REQUIREMENT: Restate each entry below exactly; pictures stay out of the copy.

[Stored data entries]
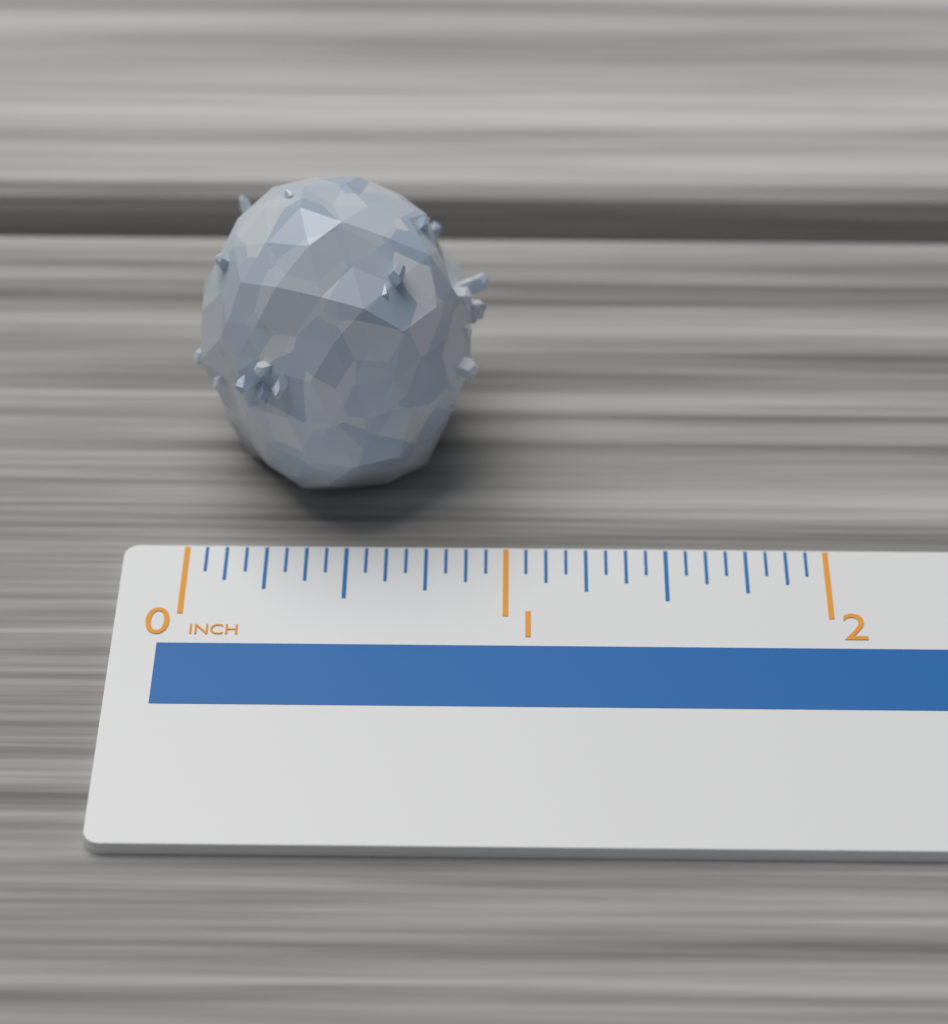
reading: 0.9375 inch
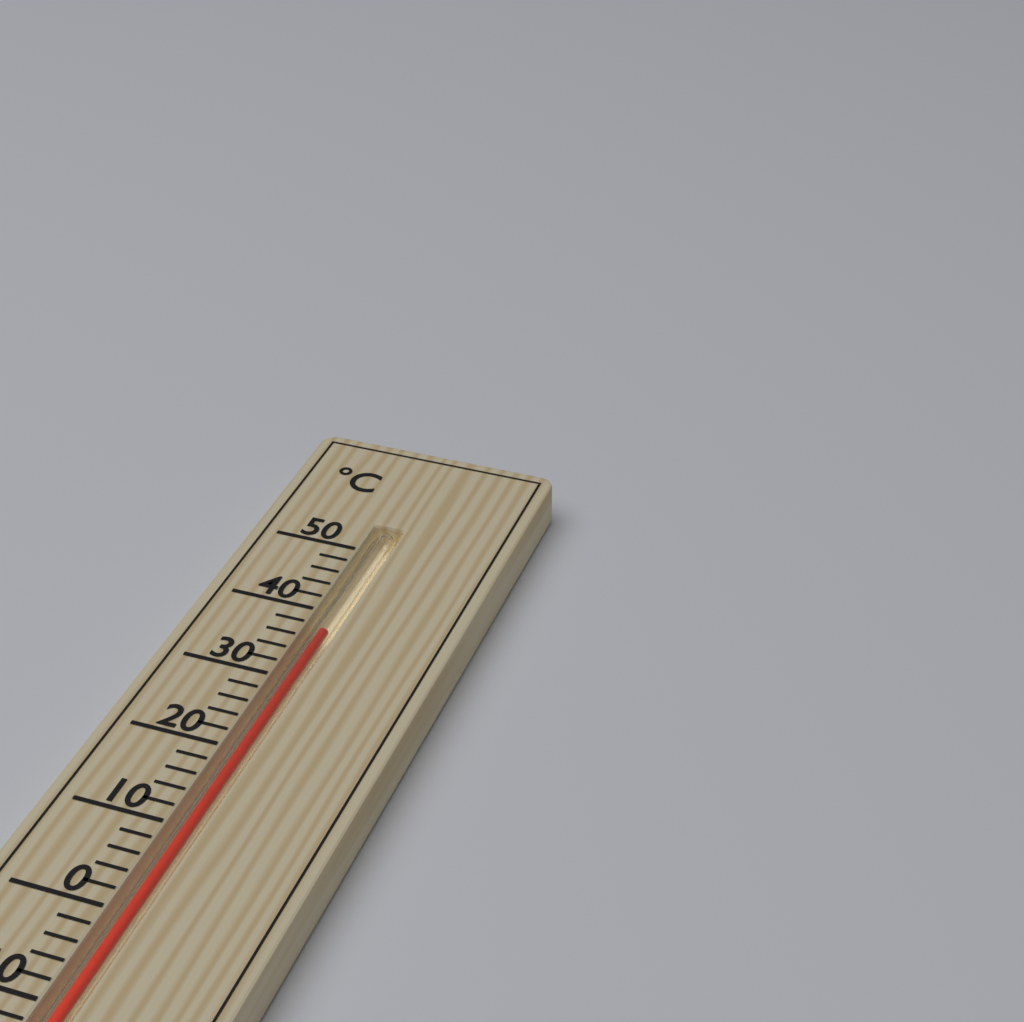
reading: 38 °C
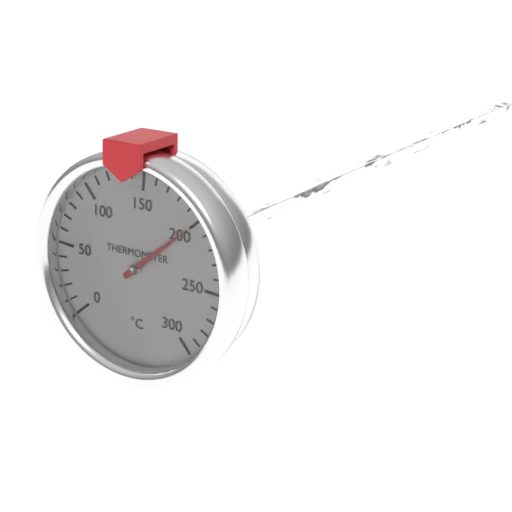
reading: 200 °C
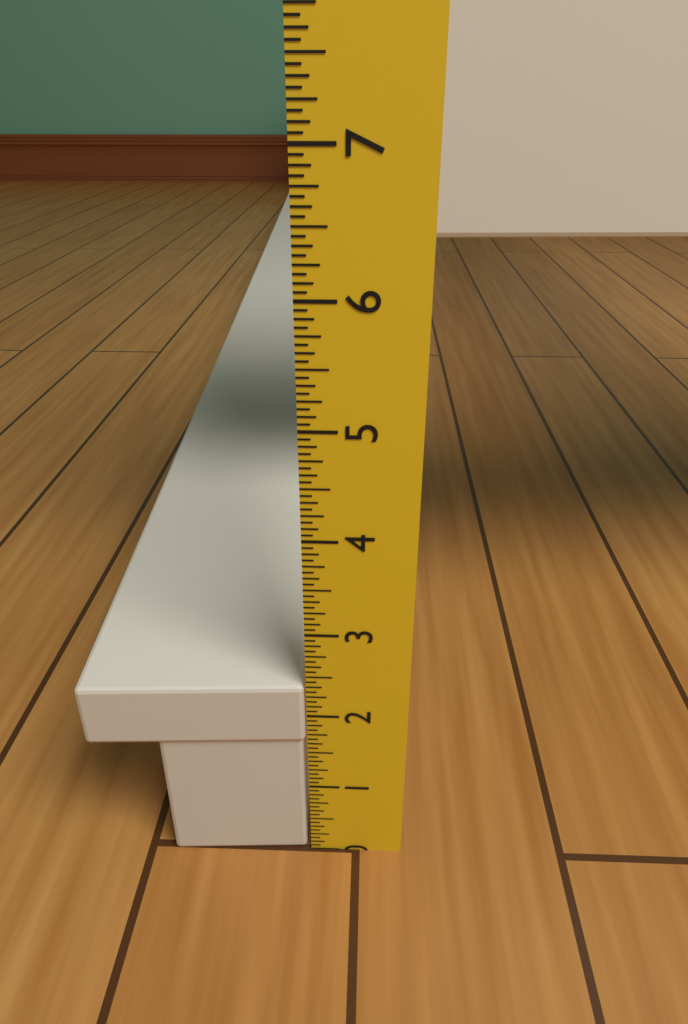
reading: 2.3750 in
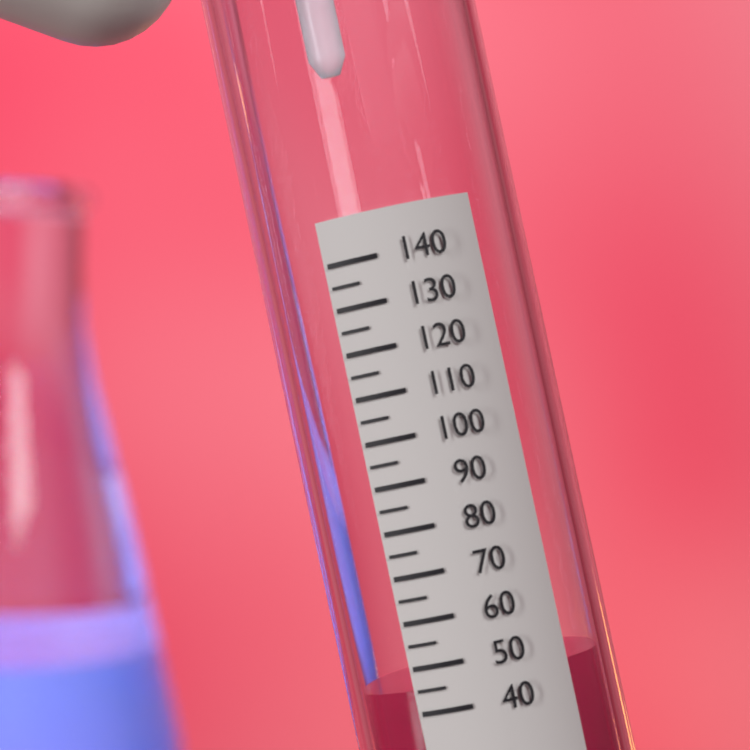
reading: 45 (no unit)
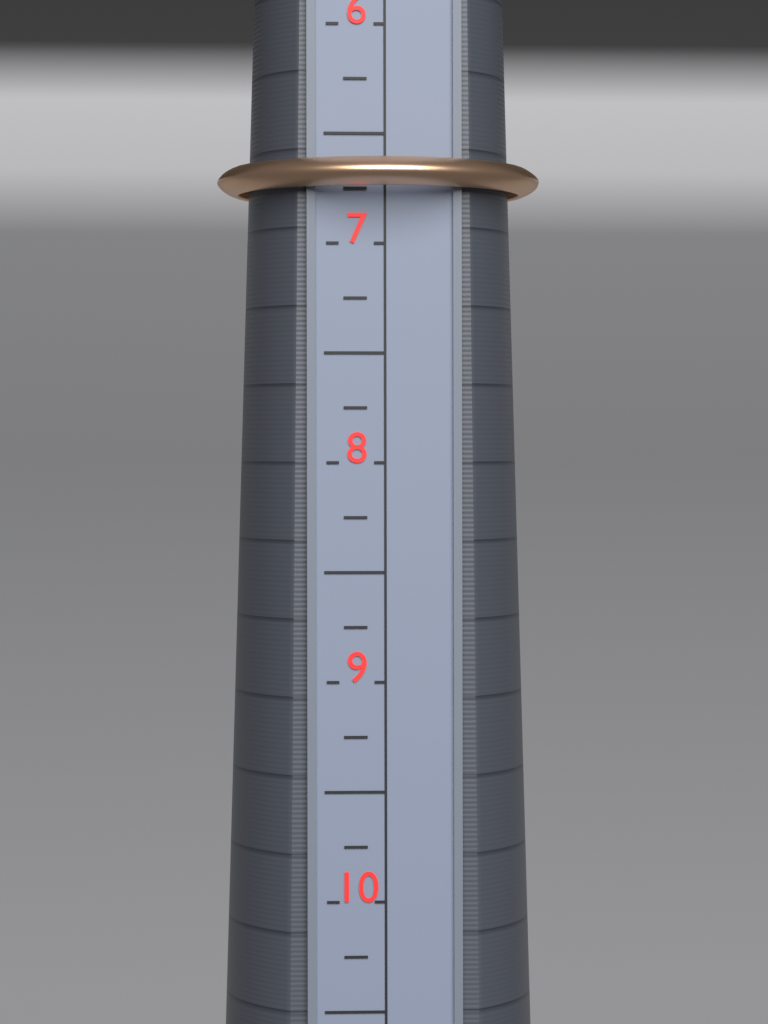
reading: 6.75 (no unit)
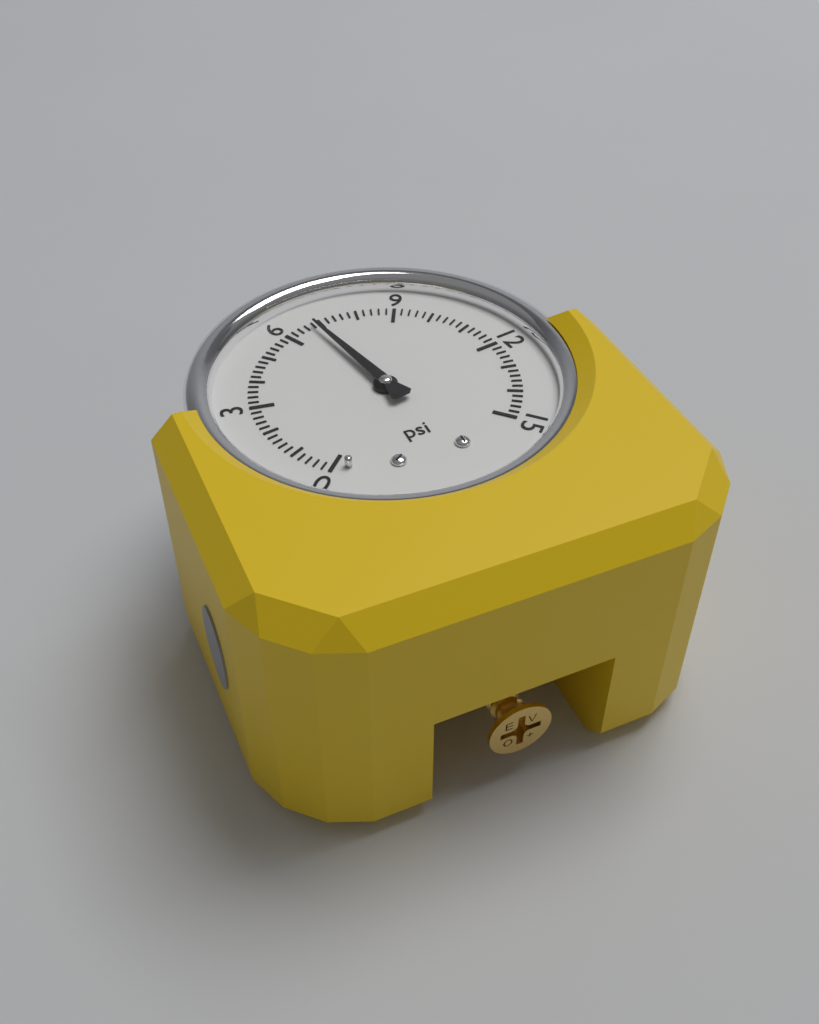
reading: 6.8 psi
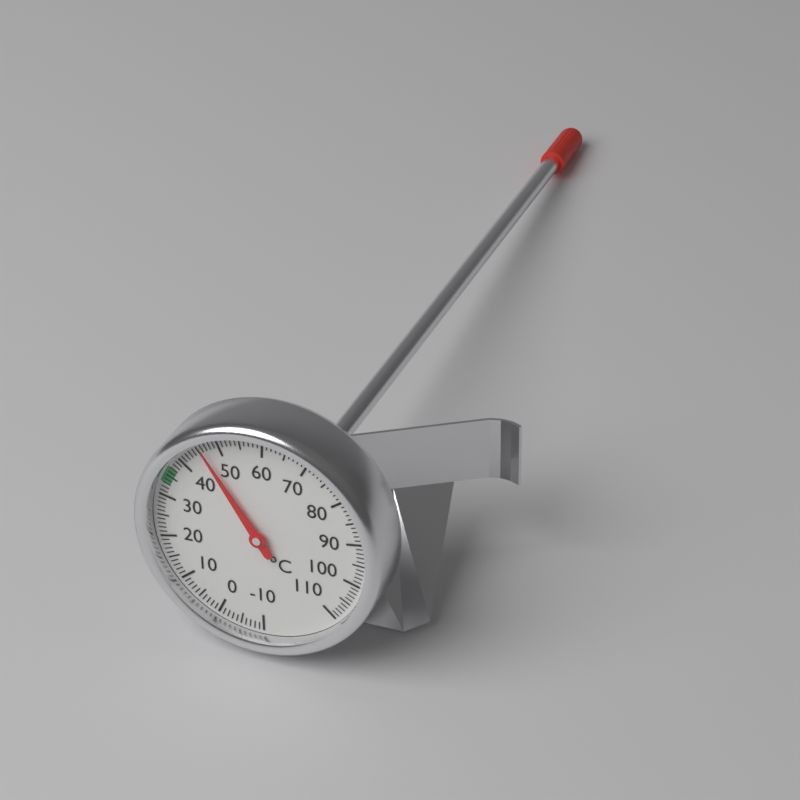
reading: 46 °C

ANSWER TO THIS EXERCISE:
reading: 0.9375 inch
reading: 38 °C
reading: 200 °C
reading: 2.3750 in
reading: 45 (no unit)
reading: 6.75 (no unit)
reading: 6.8 psi
reading: 46 °C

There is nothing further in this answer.